An alternative to all of this is to tax all financial transactions: whether to family members, religious organizations, political campaigns or between large institutions or countries. The idea being that in the end there is no real way to distinguish donation from income. Everyone would pay a tax on the difference in their net worth between the beginning and end of the year. The end result would be that people who accumulate large amounts of wealth would pay higher taxes than the majority of the country which is basically living a steady state existence. This also takes care of inheritance tax because children born to wealthy families would pay their income tax the year of their inheritance.
We’ve made a mistake in this country thinking that “the government” is small group of powerful individuals. That’s not how things started. Originally the government was the people, so things like tariffs were paid mostly by businesses as a way to fund public schools and infrastructure for everyone. People voted for tariffs so that they didn’t have to pay for government expenses out of pocket. Starting with the Civil War and then at the turn of the 20th century, that system got replaced by the income tax system we have today, and people have been swindled into paying for government excess (mostly in the form of military spending and tax breaks for industry) out of pocket again.
The gist of this is that framing “taxes” as an expense rather than an income is an effective way to get people to vote against their own self interest. People earning less than roughly $100,000 per year ($16 trillion GDP minus $2 trillion for government, divided by 140 million working Americans) don’t realize that they are short the thousands of dollars that they would receive if people making more than the average paid their fair share.
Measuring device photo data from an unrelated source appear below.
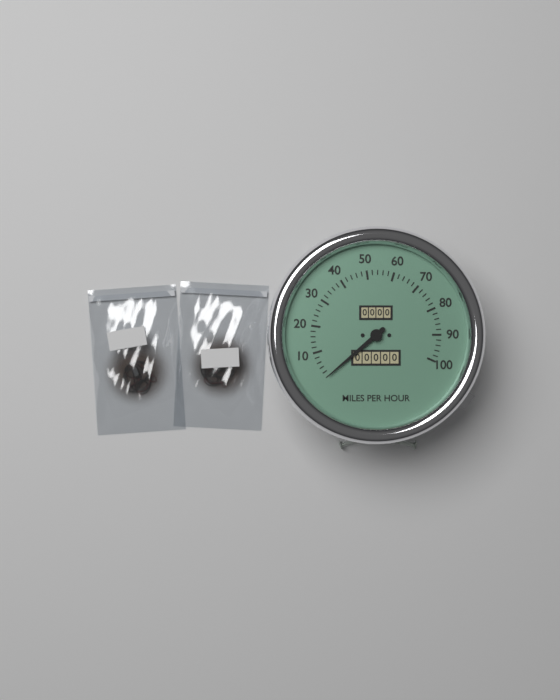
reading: 0 mph
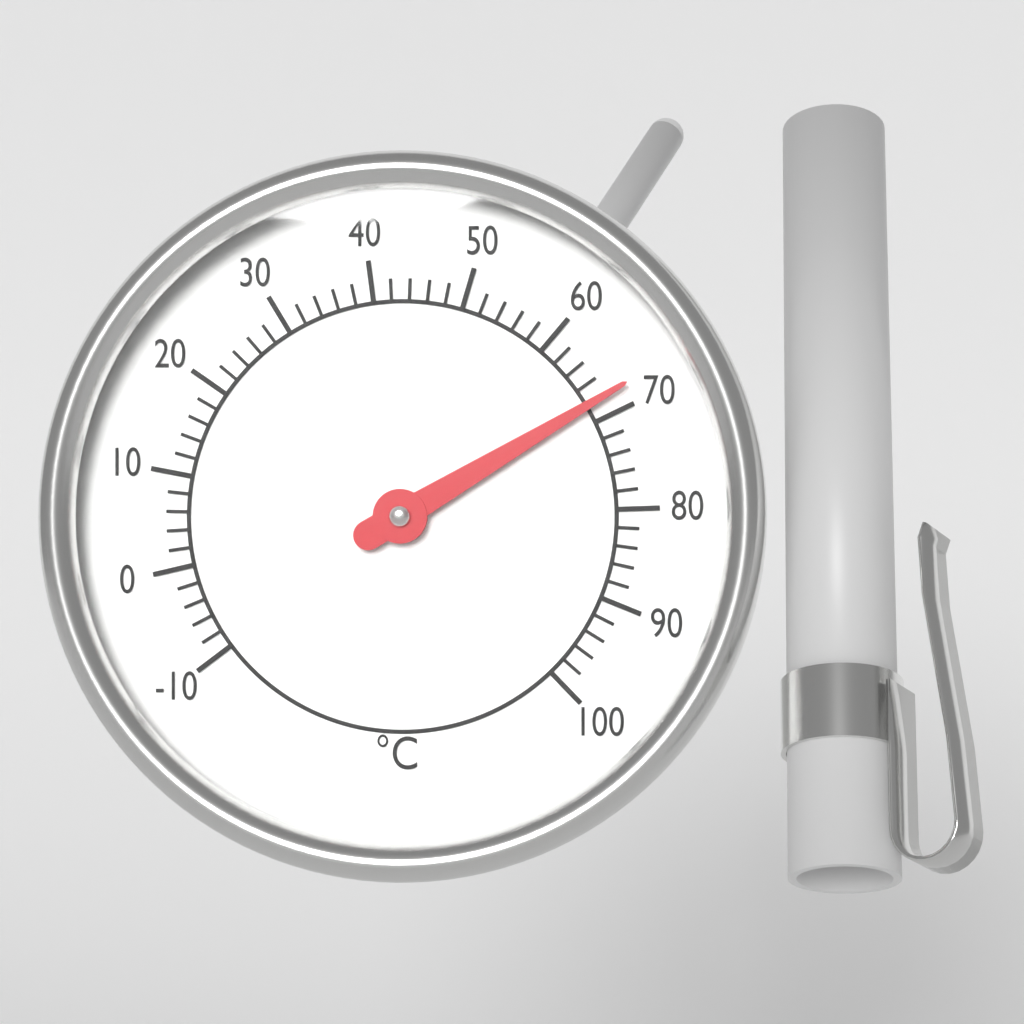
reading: 68 °C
Consider if the tax rate was a flat 50%, with the excess above $2 trillion for government going to everyone as a basic income. Someone earning $30,000 pays about $5,000 today. But under the new system, there would be $7 trillion going to 300 million people, or about $23,000 per capita. So that person would pay $15,000, receive $23,000, so they would actually receive a credit of $8,000, for a total annual income of $38,000. That $13,000 difference between what we’re paying now and what we could be receiving is a major motivator for the Occupy movement, the Other 98% and similar groups. I find this way of looking at things to be much more inspiring than the usual “you pay us” knee jerk stuff coming from people who have profited from the current income tax system.